In Section 6, we assumed the citation data was already segmented, i.e. it was known which text belonged to which field, making the InField an evidence predicate. In general, this is not the case and we need to segment the text into its fields. A common approach is to use an HMM and we demonstrate how to do this with Alchemy on the unsegmented Cora data.
Now, the InField predicate is non-evidence, leaving only the text, in form of the Token predicate as our only evidence. We model the observation matrix of our HMM with the rule
Token(+t, i, c) => InField(i, +f, c)
and the transition matrix via
InField(i, +f, c) => InField(i+1, +f, c)
We also want to impose the constraint that a position in a citation can be part of at most one field, thus:
!(f1 = f2) => (!InField(i, +f1, c) v !InField(i, +f2 ,c))

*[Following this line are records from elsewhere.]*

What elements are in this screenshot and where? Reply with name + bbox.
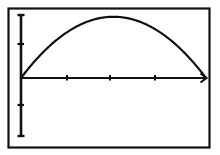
screenshot-root xyxy=(0,0,220,155)
graph-figure xyxy=(0,0,220,155)
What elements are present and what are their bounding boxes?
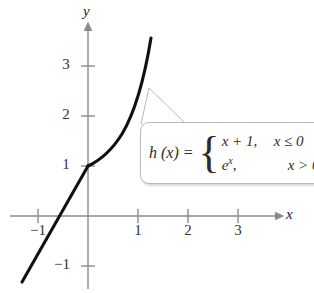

We learn the weights with the call:
bin/learnwts -d -i seg.mln -o seg-out.mln -t cora-unseg-train.db -ne InField
and use the output file to perform inference with:
bin/infer -ms -i seg-out.mln -r seg.result -e cora-unseg-test.db -q InField
Here, we have treated segmentation and entity resolution as two separate tasks. This is a valid approach; however, the information obtained from the entity resolution step can be utilized to improve the segmentation. For the state-of-the-art of this type of joint inference in information extraction using Markov logic, see [2].